6.20 Conditional logistic regression for matched case-control data
Some case-control studies employ matching in an attempt to ensure the controls are comparable to the cases on confounding variables. Matching, however, must be taken into account in the analysis method. Matched case-control data can be validly analyzed using conditional logistic regression which stratifies the analysis by groups defined by the unique combinations of the matching variables. To carry out a conditional logistic regression in R, use the clogit()
function (Gail, Lubin, and Rubinstein 1981; Logan 1983) in the survival
library (T. M. Therneau 2023) with the matching variables listed as strata
in the model. clogit()
expects the outcome to be numeric with possible values 0 and 1, and the output does not contain an intercept. The conditional logit model does not estimate associations between the strata
variables and the outcome. However, since their purpose was to control for confounding, this is not typically an issue.
Example 6.6: A matched case-control dataset of births was created from a subset of the 2018 U.S. Natality teaching dataset, containing 195 births that were followed by admission to the newborn intensive care unit (AB_NICU
) and 1375 births that were not, matched on maternal education (MEDUC
) and age (MAGER
). Assess the association between admission to the newborn intensive care unit and previous preterm birth (RF_PPTERM
), accounting for the matching in the analysis.
After loading the data, check the formatting of the outcome and convert to 0/1, if needed.
##
## No Yes
## 1375 195
# clogit() expects a 0/1 outcome
# Convert from No/Yes to 0/1
natality_CC <- natality_CC %>%
mutate(NICU = as.numeric(AB_NICU == "Yes"))
# Check derivation
table(natality_CC$AB_NICU, natality_CC$NICU, useNA = "ifany")
##
## 0 1
## No 1375 0
## Yes 0 195
Next, verify that the distributions of the matching variables are the same for cases and controls.
##
## 0 1
## <HS 0.10036 0.12308
## HS 0.28945 0.33333
## Some college 0.27709 0.26154
## Bachelor 0.23636 0.17436
## Adv Degree 0.09673 0.10769
## Sum 1.00000 1.00000
Matching is not always perfect. The distributions are not identical between cases and controls but are pretty close.

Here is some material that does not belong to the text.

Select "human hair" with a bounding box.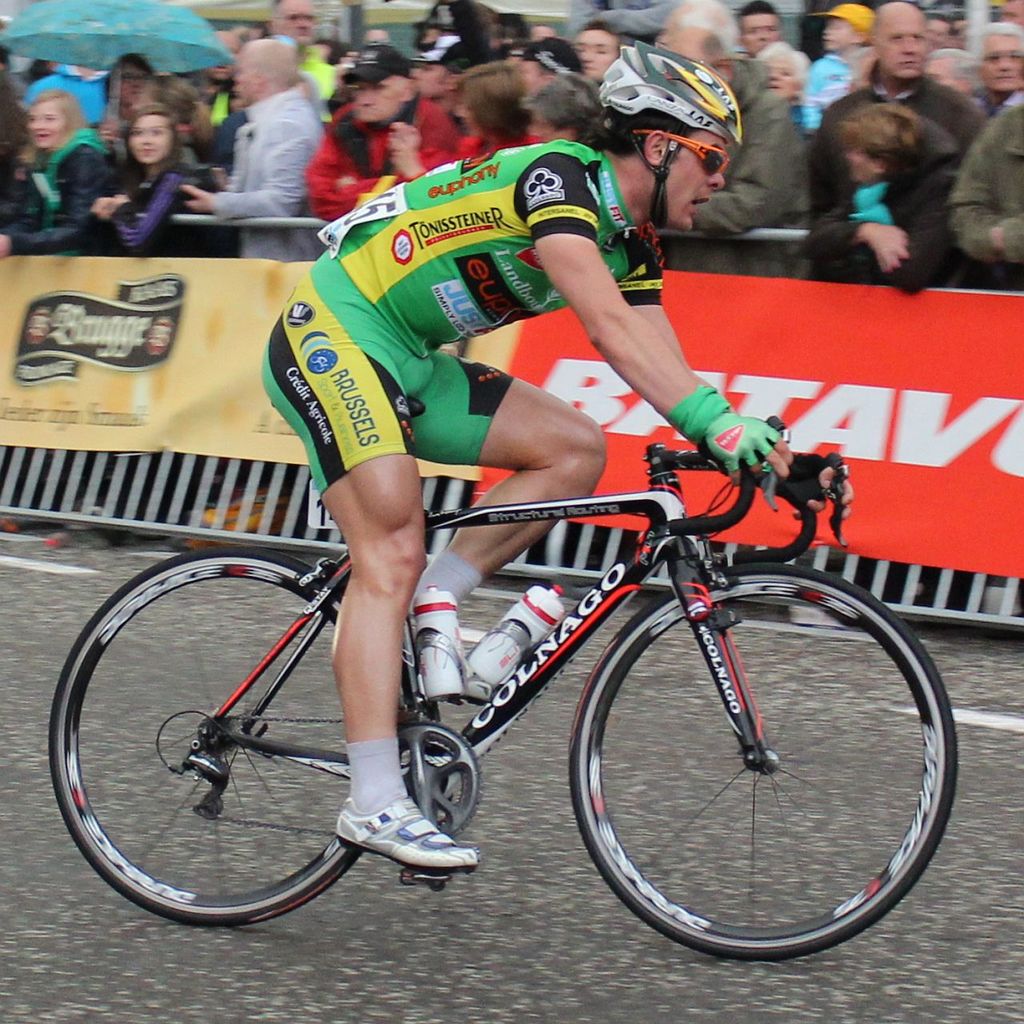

Finally, fit the conditional logit model and examine the output.
library(survival)
fit.clr <- clogit(NICU ~ RF_PPTERM + strata(MEDUC, MAGER),
data = natality_CC)
# Regression coefficient
round(summary(fit.clr)$coef, 4)
## coef exp(coef) se(coef) z Pr(>|z|)
## RF_PPTERMYes 1.123 3.074 0.316 3.554 0.0004
## OR 2.5 % 97.5 %
## RF_PPTERMYes 3.074 1.655 5.71
## Analysis of Deviance Table (Type III tests)
##
## Response: Surv(rep(1, 1570L), NICU)
## Df Chisq Pr(>Chisq)
## RF_PPTERM 1 12.6 0.00038 ***
## ---
## Signif. codes: 0 '***' 0.001 '**' 0.01 '*' 0.05 '.' 0.1 ' ' 1
Conclusion: Previous preterm birth is significantly associated with admission to the NICU (p <.001). Infants born to mothers with a previous preterm birth have 3.1 times the odds of admission to the NICU (OR = 3.07; 95% CI = 1.65, 5.71; p <.001).